Treatments might help ease gastrointestinal symptoms for at least six months
THURSDAY, Jan. 7, 2016 (HealthDay News) — Psychological therapies such as relaxation and hypnosis can offer long-term benefits for patients with irritable bowel syndrome (IBS), according to a study published online Dec. 22 in Clinical Gastroenterology and Hepatology.
The researchers analyzed results from 41 clinical trials involving 2,290 IBS patients (1,183 assigned to psychotherapy and 1,107 assigned to a control condition).
The researchers found several different psychological therapies — including relaxation, hypnosis, and cognitive behavioral therapy — to be equally beneficial in helping people change the way they think. Regardless of the length of treatment, the researchers found the effects may last at least six to 12 months after treatment ends. Online treatments were just as effective as those conducted in person.
“Our study is the first one that has looked at long-term effects,” senior author, Lynn Walker, Ph.D., a professor of pediatrics at the Vanderbilt University Medical Center in Nashville, Tenn., said in a university news release. “We found that the moderate benefit that psychological therapies confer in the short term continue over the long term. This is significant because IBS is a chronic, intermittent condition for which there is no good medical treatment.”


WHAT YOU SHOULD DO | Within the entries that follow, show each line where the word "boxes" occurs.
### DATA FOR ANALYSIS ###
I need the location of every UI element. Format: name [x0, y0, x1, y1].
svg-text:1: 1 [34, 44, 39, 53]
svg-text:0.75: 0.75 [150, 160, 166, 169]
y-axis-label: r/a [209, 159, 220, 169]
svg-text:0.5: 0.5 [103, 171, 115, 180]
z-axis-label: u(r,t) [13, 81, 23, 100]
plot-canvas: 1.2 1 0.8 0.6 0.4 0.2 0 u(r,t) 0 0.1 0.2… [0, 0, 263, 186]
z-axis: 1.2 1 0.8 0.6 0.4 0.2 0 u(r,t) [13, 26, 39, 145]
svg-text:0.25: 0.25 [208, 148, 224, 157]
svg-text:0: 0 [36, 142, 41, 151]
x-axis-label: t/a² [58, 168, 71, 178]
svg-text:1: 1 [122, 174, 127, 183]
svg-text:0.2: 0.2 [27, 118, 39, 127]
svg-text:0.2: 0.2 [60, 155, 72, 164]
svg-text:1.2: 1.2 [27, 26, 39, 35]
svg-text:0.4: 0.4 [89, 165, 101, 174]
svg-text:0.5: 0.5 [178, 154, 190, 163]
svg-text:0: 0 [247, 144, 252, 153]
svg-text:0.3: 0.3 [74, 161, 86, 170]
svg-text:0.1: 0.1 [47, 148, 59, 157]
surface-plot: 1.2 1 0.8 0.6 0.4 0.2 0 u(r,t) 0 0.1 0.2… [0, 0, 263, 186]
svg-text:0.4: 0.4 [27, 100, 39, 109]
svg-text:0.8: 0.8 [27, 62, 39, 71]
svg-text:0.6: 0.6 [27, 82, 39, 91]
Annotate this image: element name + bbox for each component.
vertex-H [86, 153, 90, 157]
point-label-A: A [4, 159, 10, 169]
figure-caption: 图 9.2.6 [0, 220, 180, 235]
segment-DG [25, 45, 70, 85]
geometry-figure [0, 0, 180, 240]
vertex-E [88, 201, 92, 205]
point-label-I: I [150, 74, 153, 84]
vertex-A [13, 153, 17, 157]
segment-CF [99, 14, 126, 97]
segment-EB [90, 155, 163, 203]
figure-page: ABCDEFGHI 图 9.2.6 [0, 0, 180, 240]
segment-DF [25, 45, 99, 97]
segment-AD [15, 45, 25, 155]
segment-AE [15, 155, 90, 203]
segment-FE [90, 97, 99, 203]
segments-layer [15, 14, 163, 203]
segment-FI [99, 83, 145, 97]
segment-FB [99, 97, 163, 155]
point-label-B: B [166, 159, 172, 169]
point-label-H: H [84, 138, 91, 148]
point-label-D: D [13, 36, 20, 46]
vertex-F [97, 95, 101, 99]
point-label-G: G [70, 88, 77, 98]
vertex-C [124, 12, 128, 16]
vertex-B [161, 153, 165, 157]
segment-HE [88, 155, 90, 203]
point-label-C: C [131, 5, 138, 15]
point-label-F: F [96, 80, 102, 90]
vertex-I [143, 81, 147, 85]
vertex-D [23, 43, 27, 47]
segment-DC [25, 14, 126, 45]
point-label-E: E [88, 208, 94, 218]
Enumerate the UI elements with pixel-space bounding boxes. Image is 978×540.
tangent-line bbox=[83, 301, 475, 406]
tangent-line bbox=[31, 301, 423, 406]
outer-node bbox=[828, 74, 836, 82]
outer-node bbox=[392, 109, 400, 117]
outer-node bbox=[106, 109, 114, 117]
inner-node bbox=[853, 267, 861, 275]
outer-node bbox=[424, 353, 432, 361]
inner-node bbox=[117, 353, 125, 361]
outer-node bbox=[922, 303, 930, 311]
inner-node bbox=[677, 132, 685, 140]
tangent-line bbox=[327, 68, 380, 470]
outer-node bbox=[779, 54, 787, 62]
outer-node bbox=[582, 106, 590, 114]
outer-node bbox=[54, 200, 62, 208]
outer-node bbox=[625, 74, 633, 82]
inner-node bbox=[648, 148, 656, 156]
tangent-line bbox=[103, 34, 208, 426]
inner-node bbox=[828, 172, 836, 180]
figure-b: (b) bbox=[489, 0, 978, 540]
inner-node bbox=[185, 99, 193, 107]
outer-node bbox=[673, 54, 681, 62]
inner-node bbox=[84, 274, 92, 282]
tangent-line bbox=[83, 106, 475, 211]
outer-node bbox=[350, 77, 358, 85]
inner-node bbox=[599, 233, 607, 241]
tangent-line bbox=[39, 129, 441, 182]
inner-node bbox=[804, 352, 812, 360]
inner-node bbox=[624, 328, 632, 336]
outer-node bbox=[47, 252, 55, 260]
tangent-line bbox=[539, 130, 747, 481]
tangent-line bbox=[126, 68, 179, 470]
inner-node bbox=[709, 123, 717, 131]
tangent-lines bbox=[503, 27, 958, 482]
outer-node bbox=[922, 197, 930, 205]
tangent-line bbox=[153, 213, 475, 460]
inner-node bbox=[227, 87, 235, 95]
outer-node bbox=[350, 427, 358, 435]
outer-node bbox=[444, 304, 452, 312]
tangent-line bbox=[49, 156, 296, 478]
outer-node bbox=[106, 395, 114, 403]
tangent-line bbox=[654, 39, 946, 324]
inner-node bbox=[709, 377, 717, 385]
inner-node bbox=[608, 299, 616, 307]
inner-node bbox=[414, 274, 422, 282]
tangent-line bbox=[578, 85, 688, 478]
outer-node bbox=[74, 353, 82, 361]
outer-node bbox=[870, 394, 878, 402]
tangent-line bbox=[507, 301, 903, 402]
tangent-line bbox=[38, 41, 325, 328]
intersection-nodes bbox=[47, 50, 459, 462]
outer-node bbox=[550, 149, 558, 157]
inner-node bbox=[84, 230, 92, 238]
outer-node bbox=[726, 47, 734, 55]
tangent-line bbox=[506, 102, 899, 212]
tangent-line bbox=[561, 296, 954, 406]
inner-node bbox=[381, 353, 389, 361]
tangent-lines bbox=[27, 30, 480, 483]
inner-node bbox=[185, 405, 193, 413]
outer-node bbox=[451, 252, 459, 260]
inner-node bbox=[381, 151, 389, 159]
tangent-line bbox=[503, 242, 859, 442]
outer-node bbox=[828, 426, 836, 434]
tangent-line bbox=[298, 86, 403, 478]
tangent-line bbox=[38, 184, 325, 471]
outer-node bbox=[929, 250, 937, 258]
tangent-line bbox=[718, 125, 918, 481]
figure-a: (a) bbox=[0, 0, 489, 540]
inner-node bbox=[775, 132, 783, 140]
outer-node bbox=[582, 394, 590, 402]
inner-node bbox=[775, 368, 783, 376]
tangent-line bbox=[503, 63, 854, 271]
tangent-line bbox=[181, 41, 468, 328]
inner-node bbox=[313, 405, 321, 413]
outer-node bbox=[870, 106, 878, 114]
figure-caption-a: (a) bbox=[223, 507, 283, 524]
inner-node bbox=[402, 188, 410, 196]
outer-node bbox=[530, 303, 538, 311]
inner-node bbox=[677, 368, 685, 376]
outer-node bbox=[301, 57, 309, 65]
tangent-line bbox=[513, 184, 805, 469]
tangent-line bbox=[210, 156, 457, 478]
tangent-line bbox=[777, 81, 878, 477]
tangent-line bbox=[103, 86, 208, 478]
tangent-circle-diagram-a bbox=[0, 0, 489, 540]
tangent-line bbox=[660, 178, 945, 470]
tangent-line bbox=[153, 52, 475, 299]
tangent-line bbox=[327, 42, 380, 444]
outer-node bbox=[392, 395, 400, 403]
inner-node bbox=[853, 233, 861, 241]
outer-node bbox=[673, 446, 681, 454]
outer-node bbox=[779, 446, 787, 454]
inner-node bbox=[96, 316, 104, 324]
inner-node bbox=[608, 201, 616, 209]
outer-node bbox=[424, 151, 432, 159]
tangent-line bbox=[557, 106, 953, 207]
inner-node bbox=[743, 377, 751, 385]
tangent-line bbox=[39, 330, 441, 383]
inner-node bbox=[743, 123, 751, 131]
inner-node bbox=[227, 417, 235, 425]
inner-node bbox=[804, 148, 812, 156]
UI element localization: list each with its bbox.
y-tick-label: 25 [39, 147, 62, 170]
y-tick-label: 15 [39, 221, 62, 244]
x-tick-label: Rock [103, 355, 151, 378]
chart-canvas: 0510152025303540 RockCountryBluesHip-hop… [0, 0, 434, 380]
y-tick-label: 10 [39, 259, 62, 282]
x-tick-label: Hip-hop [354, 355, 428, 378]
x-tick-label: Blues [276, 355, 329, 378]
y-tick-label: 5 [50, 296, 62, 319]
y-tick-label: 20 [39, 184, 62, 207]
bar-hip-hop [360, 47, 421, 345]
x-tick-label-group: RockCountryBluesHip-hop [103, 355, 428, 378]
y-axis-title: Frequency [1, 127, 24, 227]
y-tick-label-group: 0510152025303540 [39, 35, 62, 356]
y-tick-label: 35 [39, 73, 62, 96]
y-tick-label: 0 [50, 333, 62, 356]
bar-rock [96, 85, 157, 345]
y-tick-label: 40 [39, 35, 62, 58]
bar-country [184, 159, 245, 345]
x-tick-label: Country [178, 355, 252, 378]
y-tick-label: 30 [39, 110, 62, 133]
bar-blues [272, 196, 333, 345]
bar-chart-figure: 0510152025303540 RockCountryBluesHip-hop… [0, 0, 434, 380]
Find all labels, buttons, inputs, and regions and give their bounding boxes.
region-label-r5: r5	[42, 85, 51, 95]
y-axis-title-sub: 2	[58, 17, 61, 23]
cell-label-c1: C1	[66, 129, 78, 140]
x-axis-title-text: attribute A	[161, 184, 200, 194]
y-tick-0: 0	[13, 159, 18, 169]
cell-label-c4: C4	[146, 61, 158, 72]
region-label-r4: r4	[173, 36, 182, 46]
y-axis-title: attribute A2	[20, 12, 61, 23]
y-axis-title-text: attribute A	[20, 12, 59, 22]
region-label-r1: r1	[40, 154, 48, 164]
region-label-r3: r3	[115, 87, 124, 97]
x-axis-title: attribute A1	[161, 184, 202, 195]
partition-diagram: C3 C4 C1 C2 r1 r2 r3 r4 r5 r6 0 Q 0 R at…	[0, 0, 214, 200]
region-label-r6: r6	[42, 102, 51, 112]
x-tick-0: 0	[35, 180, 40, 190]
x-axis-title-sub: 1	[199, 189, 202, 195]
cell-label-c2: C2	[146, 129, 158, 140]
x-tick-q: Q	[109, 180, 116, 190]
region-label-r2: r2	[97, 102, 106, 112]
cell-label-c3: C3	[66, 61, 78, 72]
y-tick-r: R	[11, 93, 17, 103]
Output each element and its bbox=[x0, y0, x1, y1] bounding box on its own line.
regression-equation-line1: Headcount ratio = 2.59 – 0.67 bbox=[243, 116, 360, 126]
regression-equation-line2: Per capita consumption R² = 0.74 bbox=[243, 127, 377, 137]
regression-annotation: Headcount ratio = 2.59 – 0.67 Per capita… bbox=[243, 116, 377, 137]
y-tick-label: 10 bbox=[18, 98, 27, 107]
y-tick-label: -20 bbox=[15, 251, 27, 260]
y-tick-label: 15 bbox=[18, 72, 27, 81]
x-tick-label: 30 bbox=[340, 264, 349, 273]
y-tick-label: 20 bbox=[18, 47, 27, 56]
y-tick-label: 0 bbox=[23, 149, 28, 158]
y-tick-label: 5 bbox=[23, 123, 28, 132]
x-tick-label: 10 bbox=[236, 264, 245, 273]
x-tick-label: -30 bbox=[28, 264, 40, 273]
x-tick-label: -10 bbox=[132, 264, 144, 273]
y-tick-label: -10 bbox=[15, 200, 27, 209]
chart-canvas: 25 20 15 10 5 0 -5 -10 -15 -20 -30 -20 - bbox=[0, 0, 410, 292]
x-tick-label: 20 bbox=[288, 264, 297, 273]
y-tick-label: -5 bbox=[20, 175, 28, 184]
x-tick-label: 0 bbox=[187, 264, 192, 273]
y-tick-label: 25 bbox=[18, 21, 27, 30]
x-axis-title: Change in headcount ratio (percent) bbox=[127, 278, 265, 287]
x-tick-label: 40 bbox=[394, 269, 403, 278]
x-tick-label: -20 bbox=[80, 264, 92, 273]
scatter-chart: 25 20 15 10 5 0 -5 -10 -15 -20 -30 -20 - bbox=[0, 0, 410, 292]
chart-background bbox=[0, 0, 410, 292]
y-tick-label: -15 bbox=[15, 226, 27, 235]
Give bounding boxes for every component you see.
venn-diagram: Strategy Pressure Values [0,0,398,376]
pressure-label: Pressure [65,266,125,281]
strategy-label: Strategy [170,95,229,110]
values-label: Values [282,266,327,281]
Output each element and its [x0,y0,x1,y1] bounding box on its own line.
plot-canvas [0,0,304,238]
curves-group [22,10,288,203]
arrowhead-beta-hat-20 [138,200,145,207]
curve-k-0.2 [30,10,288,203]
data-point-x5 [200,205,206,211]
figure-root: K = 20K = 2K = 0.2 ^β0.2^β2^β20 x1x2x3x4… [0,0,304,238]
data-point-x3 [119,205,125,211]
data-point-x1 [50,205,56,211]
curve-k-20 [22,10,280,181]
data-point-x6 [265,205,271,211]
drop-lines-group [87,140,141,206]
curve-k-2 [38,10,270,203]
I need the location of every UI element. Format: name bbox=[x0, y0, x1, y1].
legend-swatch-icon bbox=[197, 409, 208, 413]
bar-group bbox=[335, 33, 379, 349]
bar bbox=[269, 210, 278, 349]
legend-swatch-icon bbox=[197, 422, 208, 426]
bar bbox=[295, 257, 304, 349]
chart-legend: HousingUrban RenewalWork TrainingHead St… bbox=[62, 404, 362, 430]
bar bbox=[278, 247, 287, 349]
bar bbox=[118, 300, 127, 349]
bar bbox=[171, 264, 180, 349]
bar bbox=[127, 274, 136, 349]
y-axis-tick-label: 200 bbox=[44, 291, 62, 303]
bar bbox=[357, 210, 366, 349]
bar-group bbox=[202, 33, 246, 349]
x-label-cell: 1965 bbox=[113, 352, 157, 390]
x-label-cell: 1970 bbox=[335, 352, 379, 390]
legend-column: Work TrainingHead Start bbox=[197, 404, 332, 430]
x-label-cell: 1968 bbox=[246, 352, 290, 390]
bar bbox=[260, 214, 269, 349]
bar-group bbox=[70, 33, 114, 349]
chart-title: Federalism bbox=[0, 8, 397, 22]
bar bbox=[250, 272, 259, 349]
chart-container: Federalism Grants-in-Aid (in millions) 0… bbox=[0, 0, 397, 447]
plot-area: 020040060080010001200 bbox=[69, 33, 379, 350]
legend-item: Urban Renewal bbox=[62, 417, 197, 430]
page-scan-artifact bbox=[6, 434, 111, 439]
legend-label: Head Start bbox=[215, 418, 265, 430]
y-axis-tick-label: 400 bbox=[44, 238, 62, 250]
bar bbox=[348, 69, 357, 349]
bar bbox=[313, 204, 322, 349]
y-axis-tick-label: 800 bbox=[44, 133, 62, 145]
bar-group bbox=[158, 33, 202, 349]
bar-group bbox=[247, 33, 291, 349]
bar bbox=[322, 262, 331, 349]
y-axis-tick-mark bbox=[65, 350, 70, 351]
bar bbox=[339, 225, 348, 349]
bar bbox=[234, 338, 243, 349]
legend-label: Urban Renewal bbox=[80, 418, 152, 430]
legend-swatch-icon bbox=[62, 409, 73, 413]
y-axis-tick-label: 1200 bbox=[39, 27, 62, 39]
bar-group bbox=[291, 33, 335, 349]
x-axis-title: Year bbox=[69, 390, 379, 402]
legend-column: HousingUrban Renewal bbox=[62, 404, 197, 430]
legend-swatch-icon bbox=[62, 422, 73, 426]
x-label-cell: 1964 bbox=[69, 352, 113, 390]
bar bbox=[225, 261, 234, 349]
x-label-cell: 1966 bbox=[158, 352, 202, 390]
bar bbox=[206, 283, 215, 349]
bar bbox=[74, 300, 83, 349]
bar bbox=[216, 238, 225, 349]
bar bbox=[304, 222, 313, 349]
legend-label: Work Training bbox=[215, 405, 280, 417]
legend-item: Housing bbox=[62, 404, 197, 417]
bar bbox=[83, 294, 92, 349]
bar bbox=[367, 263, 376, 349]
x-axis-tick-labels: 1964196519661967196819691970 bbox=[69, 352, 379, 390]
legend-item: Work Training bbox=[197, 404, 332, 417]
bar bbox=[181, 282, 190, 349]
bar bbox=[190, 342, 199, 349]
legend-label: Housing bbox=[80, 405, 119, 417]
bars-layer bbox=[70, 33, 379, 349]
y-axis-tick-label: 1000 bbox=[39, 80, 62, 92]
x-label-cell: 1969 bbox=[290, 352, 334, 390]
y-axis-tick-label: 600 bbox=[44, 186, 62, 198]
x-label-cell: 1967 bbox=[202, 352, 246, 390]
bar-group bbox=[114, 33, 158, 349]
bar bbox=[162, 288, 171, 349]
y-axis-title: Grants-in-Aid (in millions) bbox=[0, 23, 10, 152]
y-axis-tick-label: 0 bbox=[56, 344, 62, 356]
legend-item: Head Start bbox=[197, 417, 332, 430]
###
ANSWER FOR THIS EXERCISE |
Enumerate the UI elements with pixel-space bounding boxes. Image is 978×540.
Find all labels, buttons, inputs, and regions and give their bounding boxes.
Give bounding boxes for every component you see.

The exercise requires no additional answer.